CUB warns consumers: Beware green power offers

The consumer advocate urges people who want to help the environment to consider alternatives to “100 percent green” offers from power suppliers.

By Steve Daniels, Crain’s Chicago Business. August 29, 2018

Caveat emptor. That’s the message from Chicago’s leading consumer advocate on energy costs to residents who want to improve the environment and are signing up with green-power providers to do so.

The Citizens Utility Board, in a “consumer alert” yesterday, said there are better ways for consumers to put their money where their environmental hearts are than to sign up with electricity marketers peddling “100 percent green” power. The warning comes as the group reports getting more questions from consumers about these offers amid rampant confusion in the marketplace.

“It can be very difficult to figure out if you’re paying what you should be paying for what you’re getting,” CUB Executive Director David Kolata said in an interview.

The warning comes after a piece I wrote last week about my retired north suburban parents signing up with an outfit called CleanChoice Energy and unknowingly paying over $600 more than they would have with Commonwealth Edison over a period of just 17 months. In that period, their monthly price for electricity fluctuated wildly without warning and for fourth months touched 14.8 cents per kilowatt-hour, more than double ComEd’s comparable price at the time and far exceeding what would be a normal additional cost for renewable power.

“The story you wrote about your parents is eye-opening,” Kolata told me. He said CUB hears similar tales frequently.

Providers like CleanChoice purchase “renewable energy certificates,” or RECs, from operators of wind and solar farms in addition to electricity on the wholesale market to be able to claim their offers are 100 percent green. Costs for those RECs can vary based on where they’re sourced. But they generally don’t exceed 0.5 cents per kilowatt-hour (people can buy their own RECs for that cost online) and usually are less. Add that amount to ComEd’s price, and the cost is about 8 cents currently.

CleanChoice last week explained the extraordinarily high price it charged my parents as being due to volatility in energy markets. But while wholesale power prices have risen some in recent years, they’ve increased nothing like the 70 percent my parents experienced.

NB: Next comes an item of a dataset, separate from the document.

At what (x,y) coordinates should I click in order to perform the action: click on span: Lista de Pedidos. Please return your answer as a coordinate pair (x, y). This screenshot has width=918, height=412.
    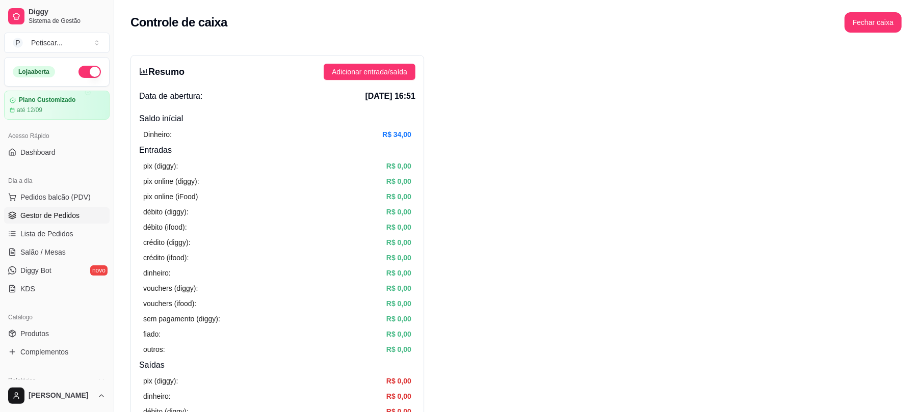
    Looking at the image, I should click on (47, 234).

A CleanChoice representative didn’t respond to a request for comment on CUB’s warning.

“Signing up for a ‘green’ plan does NOT mean your home will be directly powered by solar or wind energy,” CUB said in its alert. “When you turn on the TV or charge your cellphone, there’s no way to guarantee that the electricity is coming from renewable energy. The power grid is constantly being fed by thousands of sources, from coal plants to wind and solar farms.”

Appealing to consumers’ desire to improve the environment is a highly effective way for retail electricity suppliers to convince customers to pay too much for electricity, Kolata said. In a statement, he added, “Green plans are a legitimate choice for consumers who fully understand what these offers are, but nobody should think that they have to pay more on their electric bills to protect the planet.”

Better ways to help, CUB advised, include investing in home improvements that cut back on power consumption.

Additionally, offers in the Chicago area will be coming in the next year or so for residents to invest in “community solar” projects, solar farms built on vacant parcels in denser urban and suburban areas that will accept subscribers, who in return can get a credit on their electric bills.

And some consumers should consider opting for “real-time pricing,” which prices electricity by the hour and in recent times has provided significant savings, Kolata said.